Advising borrowing governments:
The IMF consults annually with each member government. Through these contacts, known as “Article IV Consultations,” the IMF attempts to assess each country’s economic health and to forestall future financial problems. The fund also operates the IMF Institute, a department that provides training in macroeconomic analysis and policy formulation for officials of member countries.
Failures of IMF:
• Lack of Stability in Exchange Rate
• Lack of Stability in the Price of Gold
• Inability to Remove Restrictions on Foreign Trade
• Rich Nations Club
• No help for development projects
• Interference in Domestic Economies • High Rate of Interest
• Anti-developmental policies
• Support of Dictatorship
Alternatives:
In March 2011 the Ministers of Economy and Finance of the African Union proposed to establish an African Monetary Fund.
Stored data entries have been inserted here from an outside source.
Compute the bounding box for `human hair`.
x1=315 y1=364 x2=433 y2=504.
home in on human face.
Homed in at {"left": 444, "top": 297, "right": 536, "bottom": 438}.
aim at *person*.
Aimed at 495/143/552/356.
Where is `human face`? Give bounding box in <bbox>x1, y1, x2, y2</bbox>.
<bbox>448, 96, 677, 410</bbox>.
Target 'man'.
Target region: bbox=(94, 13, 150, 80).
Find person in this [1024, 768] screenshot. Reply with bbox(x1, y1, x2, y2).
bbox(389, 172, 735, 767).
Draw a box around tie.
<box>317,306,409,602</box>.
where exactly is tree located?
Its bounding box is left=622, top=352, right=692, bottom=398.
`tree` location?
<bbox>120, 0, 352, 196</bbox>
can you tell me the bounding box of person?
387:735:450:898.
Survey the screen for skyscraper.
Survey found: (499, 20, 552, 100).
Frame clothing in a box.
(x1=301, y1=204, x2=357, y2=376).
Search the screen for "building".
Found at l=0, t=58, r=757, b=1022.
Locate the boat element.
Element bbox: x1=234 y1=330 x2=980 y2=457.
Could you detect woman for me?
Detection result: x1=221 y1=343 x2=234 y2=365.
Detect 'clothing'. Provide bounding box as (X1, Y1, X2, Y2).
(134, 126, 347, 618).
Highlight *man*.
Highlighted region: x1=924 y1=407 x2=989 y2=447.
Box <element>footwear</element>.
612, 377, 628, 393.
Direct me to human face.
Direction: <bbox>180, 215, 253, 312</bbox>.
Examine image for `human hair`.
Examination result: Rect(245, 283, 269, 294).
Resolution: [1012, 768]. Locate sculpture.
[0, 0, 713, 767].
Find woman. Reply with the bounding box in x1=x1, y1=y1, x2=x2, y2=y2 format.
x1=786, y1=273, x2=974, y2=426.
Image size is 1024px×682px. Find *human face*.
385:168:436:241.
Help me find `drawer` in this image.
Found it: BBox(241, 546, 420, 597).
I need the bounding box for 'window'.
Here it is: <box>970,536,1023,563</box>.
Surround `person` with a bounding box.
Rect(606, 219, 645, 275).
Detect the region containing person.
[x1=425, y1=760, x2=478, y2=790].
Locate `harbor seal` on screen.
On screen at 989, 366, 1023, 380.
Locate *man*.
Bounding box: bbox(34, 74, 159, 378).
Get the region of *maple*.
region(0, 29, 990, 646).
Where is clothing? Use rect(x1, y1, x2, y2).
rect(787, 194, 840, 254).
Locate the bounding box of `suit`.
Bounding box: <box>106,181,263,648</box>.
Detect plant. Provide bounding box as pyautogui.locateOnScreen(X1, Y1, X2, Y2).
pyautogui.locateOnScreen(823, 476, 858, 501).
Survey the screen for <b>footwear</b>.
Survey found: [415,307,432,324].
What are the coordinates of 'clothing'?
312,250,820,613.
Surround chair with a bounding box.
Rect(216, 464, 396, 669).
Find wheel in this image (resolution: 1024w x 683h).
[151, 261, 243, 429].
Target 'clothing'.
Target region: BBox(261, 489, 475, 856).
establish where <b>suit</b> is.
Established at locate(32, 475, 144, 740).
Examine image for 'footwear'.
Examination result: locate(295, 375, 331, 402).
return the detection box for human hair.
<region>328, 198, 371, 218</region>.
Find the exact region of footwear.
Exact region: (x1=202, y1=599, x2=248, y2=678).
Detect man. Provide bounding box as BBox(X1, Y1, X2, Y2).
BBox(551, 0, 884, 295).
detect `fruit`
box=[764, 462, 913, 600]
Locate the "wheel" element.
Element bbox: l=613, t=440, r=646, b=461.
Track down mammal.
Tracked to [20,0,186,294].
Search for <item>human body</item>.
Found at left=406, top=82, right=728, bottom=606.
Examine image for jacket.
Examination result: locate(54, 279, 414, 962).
In 2014, the China-led Asian Infrastructure Investment Bank was established. At the 6th BRICS summit in July 2014, the BRICS nations (Brazil, Russia, India, China, and South Africa) announced the BRICS Contingent Reserve Arrangement (CRA) with an initial size of US$100 billion, a framework to provide liquidity through currency swaps in response to actual or potential short-term balance-of-payments pressures.